The purport of Mr. Scarborough’s story will probably have been understood by our readers. It was Mr. Scarborough’s present intention to make it understood that the scheme intended for the disinheritance of Mountjoy had been false from the beginning to the end, and had been arranged, not for the injury of Mountjoy, but for the salvation of the estate from the hands of the Jews. Mountjoy would have lost nothing, as the property would have gone entirely to the Jews had Mr. Scarborough then died, and Mountjoy been taken as his legitimate heir. He was not anxious, he had declared, to say anything on the present occasion in defence of his conduct in that respect. He would soon be gone, and he would leave men to judge him who might do so the more honestly when they should have found that he had succeeded in paying even the Jews in full the moneys which they had actually advanced. But now things were again changed, and he was bound to go back to the correct order of things.
“No!” shouted Mr. Grey.
“To the correct order of things,” he went on. Mountjoy Scarborough was, he declared, undoubtedly legitimate. And then he made Merton and the clerk bring forth all the papers, as though he had never brought forth any papers to prove the other statement to Mr. Grey. And he did expect Mr. Grey to believe them. Mr. Grey simply put them all back, metaphorically, with his hand. There had been two marriages, absolutely prepared with the intent of enabling him at some future time to upset the law altogether, if it should seem good to him to do so.
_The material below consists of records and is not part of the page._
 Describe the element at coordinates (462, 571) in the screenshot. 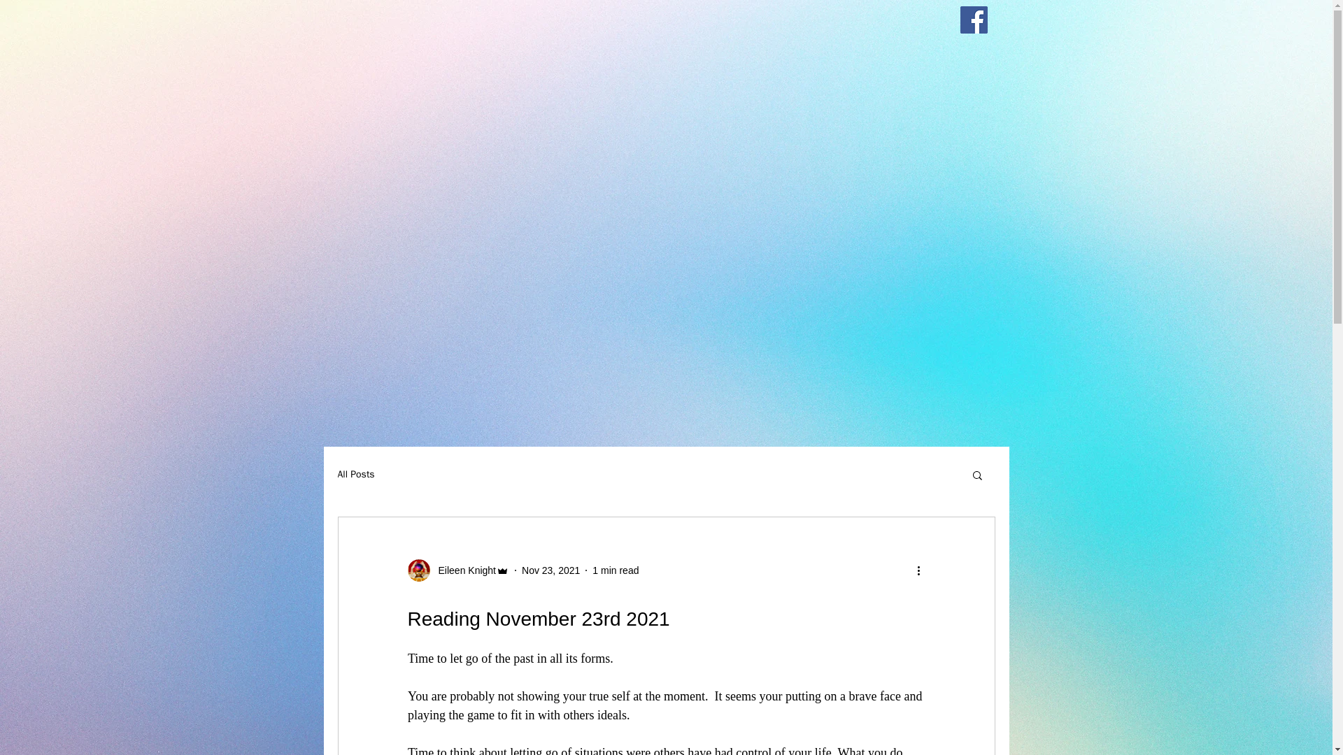

I see `Eileen Knight` at that location.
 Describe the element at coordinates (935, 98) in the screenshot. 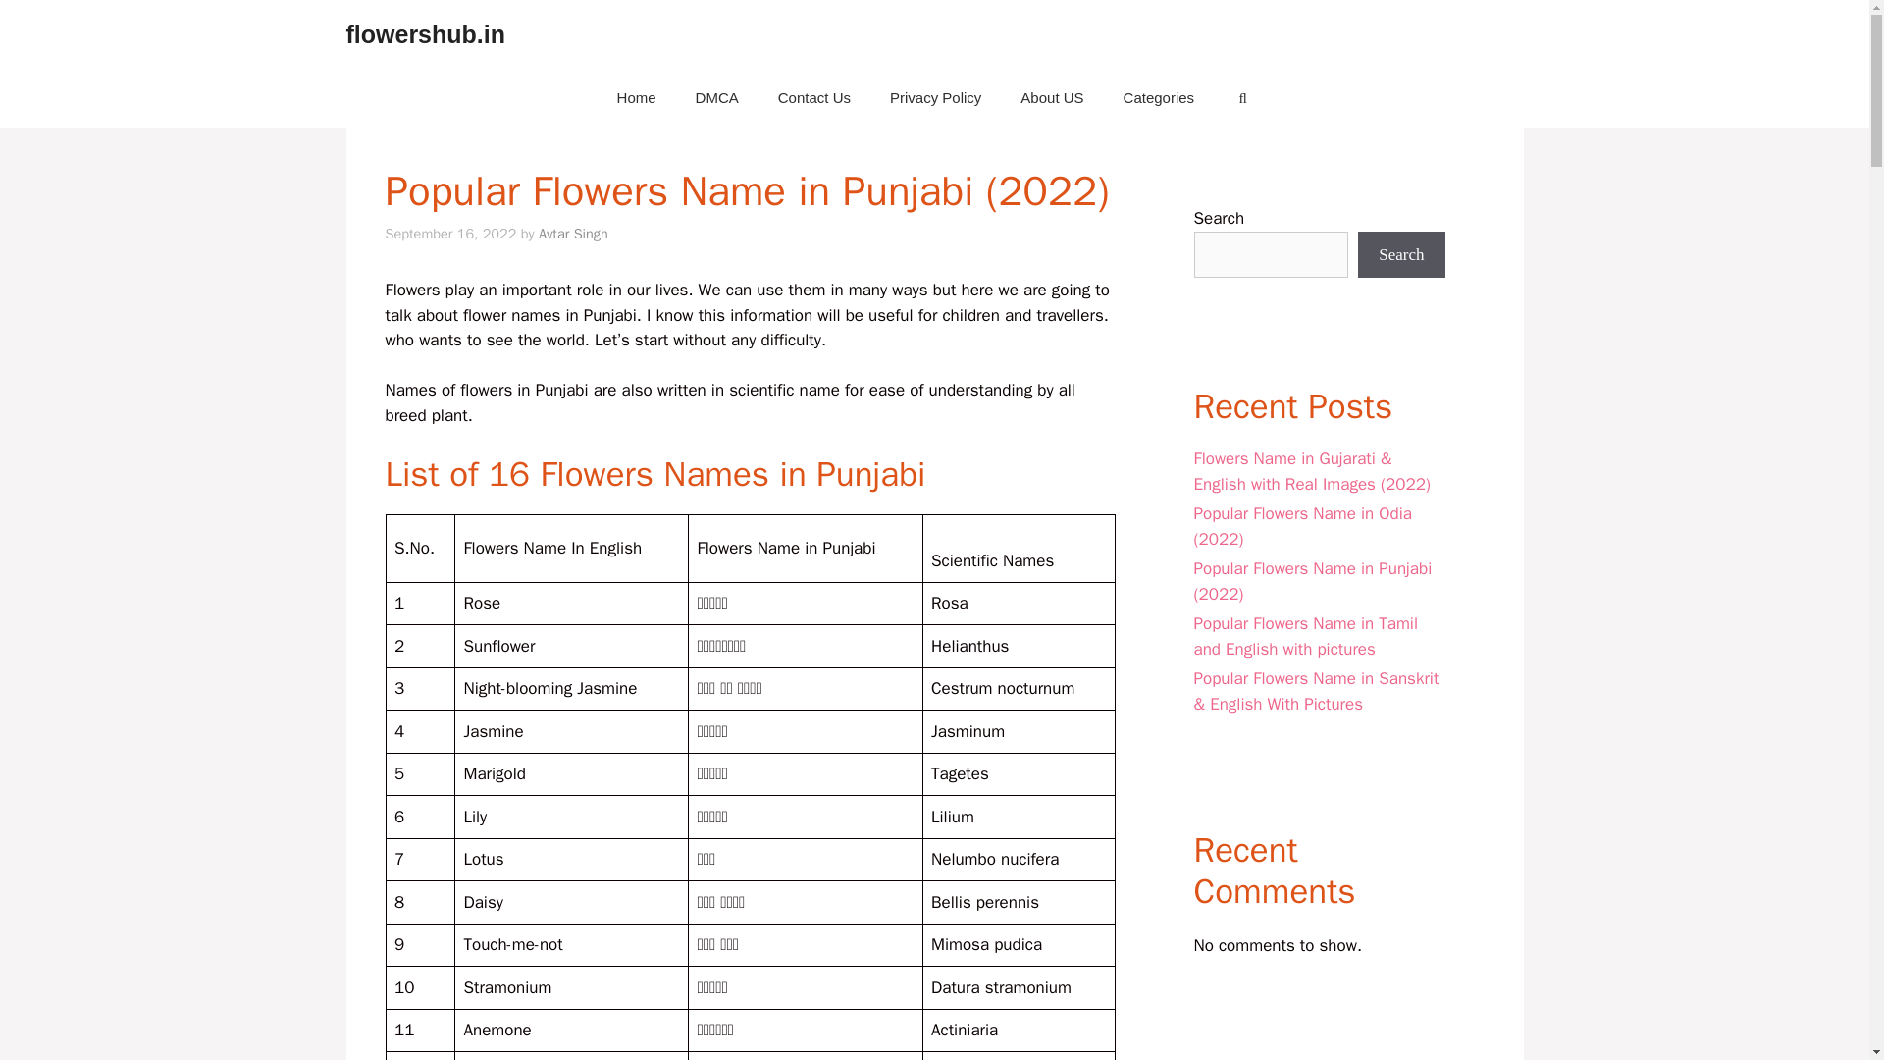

“And your wife?” shouted Mr. Grey.
“Dear woman! She would have done anything that I told her,—unless I had told her to do what was absolutely wrong.”
“Not wrong!”
“Well, you know what I mean. She was the purest and best of women.” Then he went on with his tale. There had been two marriages, and he now brought forth all the evidence of the former marriage. It had taken place in a remote town, a village in the northern part of Prussia, whither she had been taken by her mother to join him. The two ladies had both been since long dead. He had been laid up at the little Prussian town under the plea of a bad leg. He did not scruple to say now that the bad leg had been pretence, and a portion of his scheme. The law, he thought, in endeavoring to make arrangements for his property,—the property which should have been his own,—had sinned so greatly as to drive a wise man to much scheming. He had begun scheming early in the business. But for his bad leg the old lady would not have brought her daughter to be married at so out-of-the-way a place as Rummelsburg, in Pomerania. He had travelled about and found Rummelsburg peculiarly fitted for his enterprise. There was a most civil old Lutheran clergyman there, to whom he had made himself peculiarly acceptable. He had now certified copies of the registry at Rummelsburg, which left no loop-hole for doubt. But he had felt that probably no inquiry would have been made about what had been done thirty years ago at Rummelsburg, had he himself desired to be silent on the subject. “There will be no difficulty,” he said, “in making the Rummelsburg marriage known to all the world.”